It’s usually negligible. Ideally, you just want the impedance and capacitance to be as low as possible. Most cable is 0.04 to 0.02 ohms per foot, not enough to matter for most headphone cable lengths.
Also, the cable is in series with the headphone, so using your example, if you had a 10ohm cable and a 300 ohm headphone, you would have a 310 ohm load on the circuit. (Any cable giving you 10ohms better be 100’ long…) If you replaced that with a .5ohm cable (about 15 feet of Mogami quad), you’d have 300.5 ohms.
The difference in power delivered to the headphone is very small, and you may not even notice a change in volume between the two.
Does anyone have a good source and recommendation for the really good mini xlrs like ZMF? I’d like to try making a couple of Hart type interconnects. Handy little buggers.
Go to Markertek and search for 4 pin mini female xlr’s. If you are building pigtails, you will want to look for both male and female versions. Switchcraft, Rean (Neutrik) and other companies make them.
Best can be tricky, I like the way the Rean are marked and I have never had one fail. I have also used Switchcraft and Amphenol I believe and those are excellent parts. On most of my headphone cables I use pigtails so I can change out 1/4 inch, 3.5 mm, and four pin XLR connectors without having to disconnect from the headphones each time. I run a company and we have sent out thousands of custom cables using those three companies with excellent results.
The Furutech connectors are better made, easier to work with, and are more compact (thus don’t stick into your shoulder if you tilt your head with your headphones on).
But you do you. They are expensive, and I get why people may not want to go that way. The Rean are perfectly usable.
The only thing I don’t understand is why rhodium is built up so much. Wouldn’t having copper or even gold be better for conductivity?
Rhodium is very low in that degree
Rhodium (and other less-conductive than copper or silver materials) are used because a) it’s hard and b) it doesn’t oxidize (or at least, does so with such little reactivity that the effects are irrelevant).
Copper oxide, which forms naturally on any untreated copper surface over time is a much worse conductor (technically an insulator) than gold or Rhodium. So either you regularly clean your connectors, or fairly quickly the copper becomes a worse conductor at the point of interface.
That said, we’re talking about so little of it that as a plating on a connector it that the difference in conductivity is irrelevant.
Again, the practical effects on conductivity are largely immaterial. The change in resistance over a half inch, while large in % terms is actually meaningless (or at least lost in the weeds) when considering the overall assembly.
You want to see poor conductivity, look at the ratings for most common solders! (You’re talking 1/10th of that of simple copper).
How about using straight silver? Would that be hard? I didn’t know that it would not stop the conductivity by a lot. I always assumed it was a dam in a river having a lower metal in the connector
Silver is too soft/malleable to use for the connectors themselves and as a plating and will ablate quickly. It is also worse than copper in terms of oxidization.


Pictures must not appear in the copy. Reproduce exactly, and only, the lines from the one with "Where exactly is clothing located?" through the end of the data below.

_Records shown:_
§

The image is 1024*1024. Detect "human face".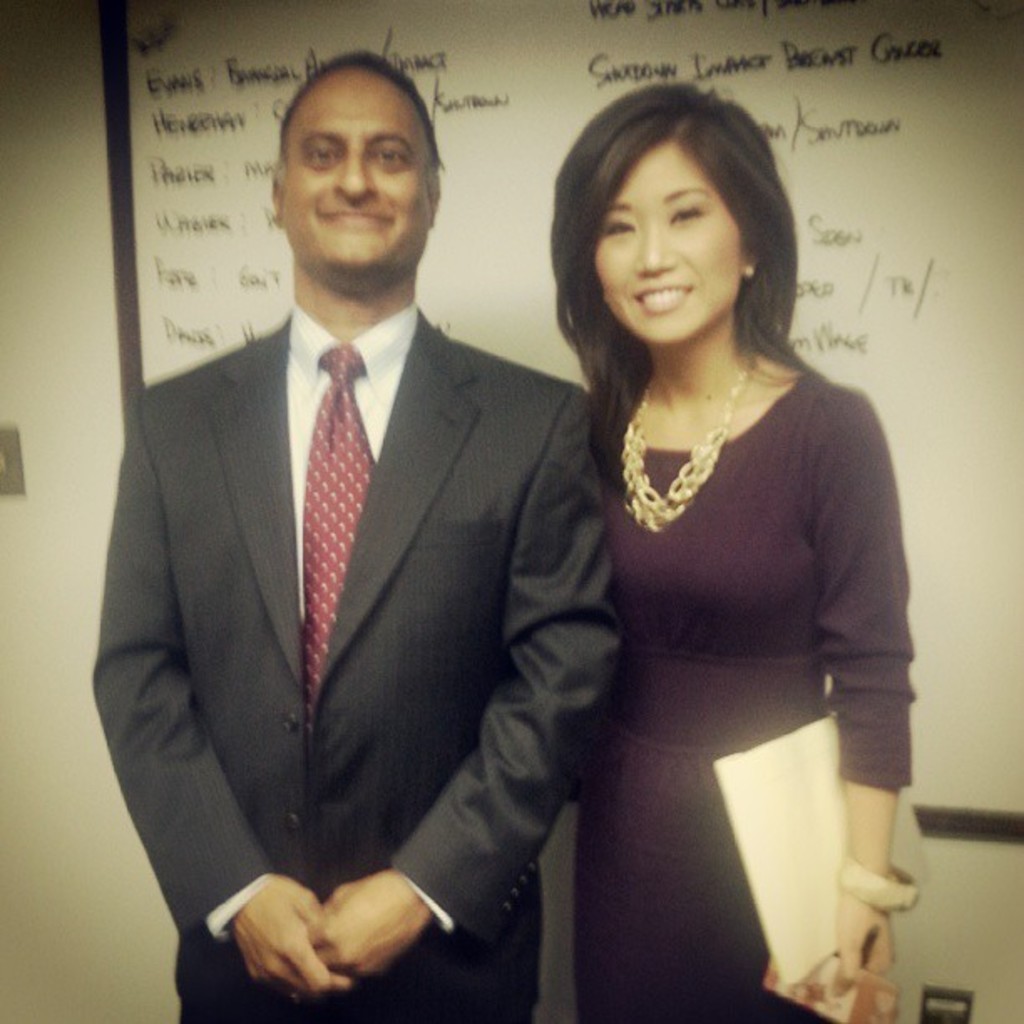
Detection: Rect(288, 65, 430, 284).
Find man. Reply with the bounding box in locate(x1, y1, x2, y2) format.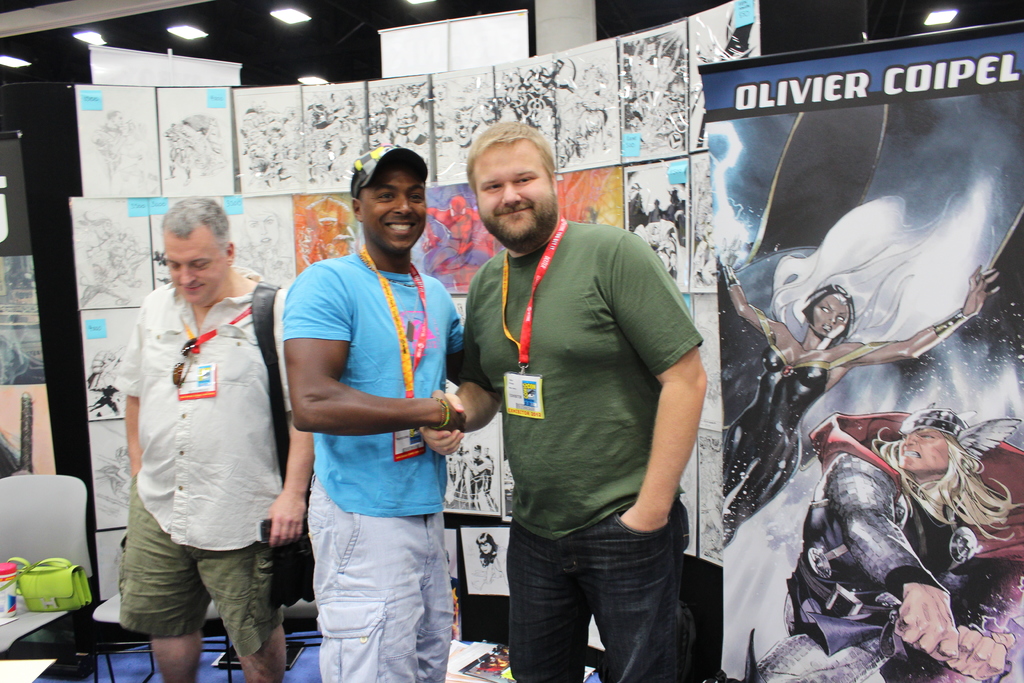
locate(742, 415, 1023, 682).
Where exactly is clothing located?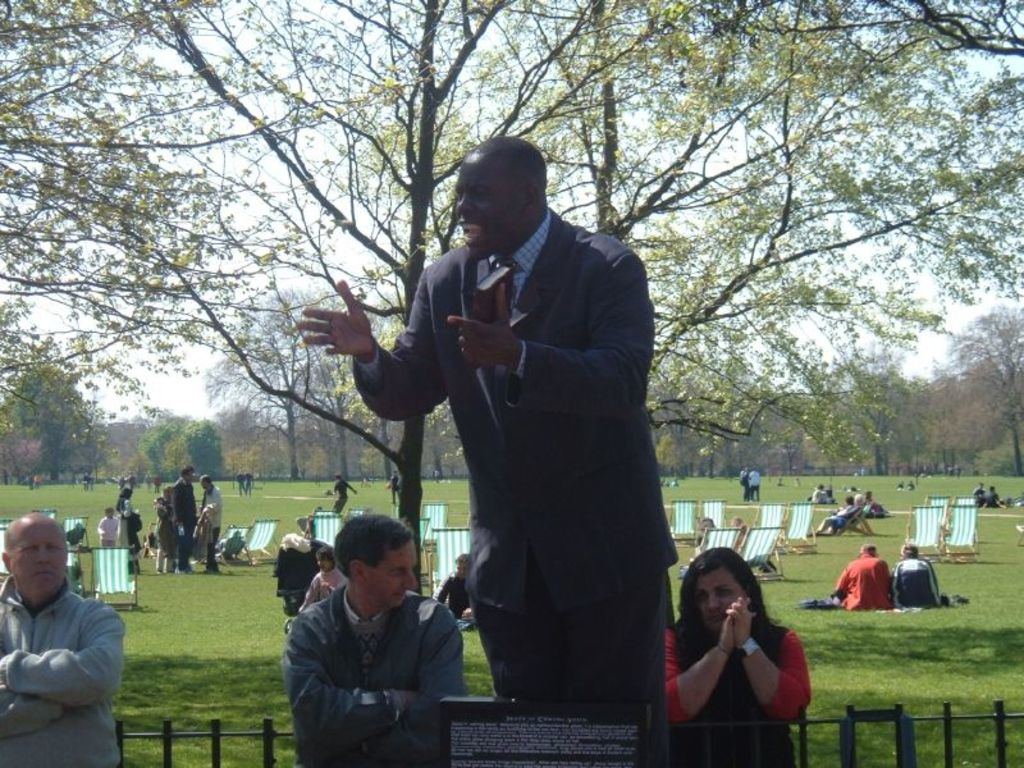
Its bounding box is 173/477/197/566.
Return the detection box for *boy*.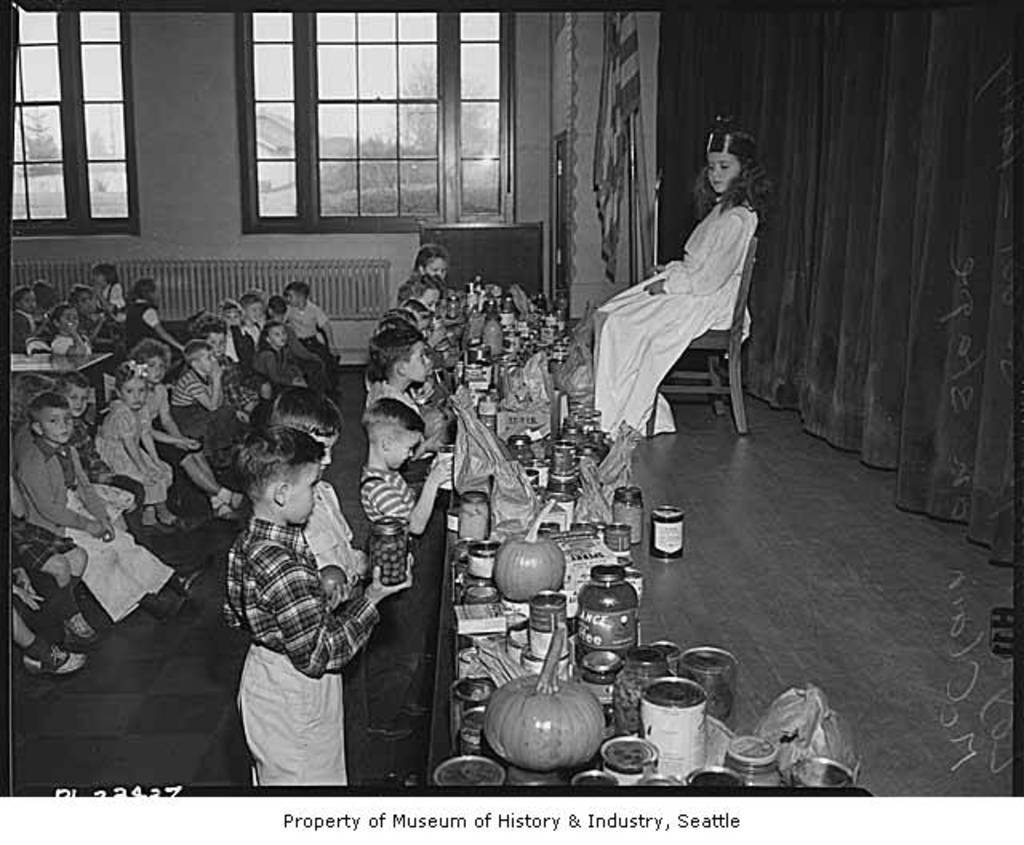
pyautogui.locateOnScreen(11, 392, 208, 623).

§

_Final answer:_
Where exactly is clothing located?
Its bounding box is 173/477/197/566.
Return the detection box for *boy*.
pyautogui.locateOnScreen(11, 392, 208, 623).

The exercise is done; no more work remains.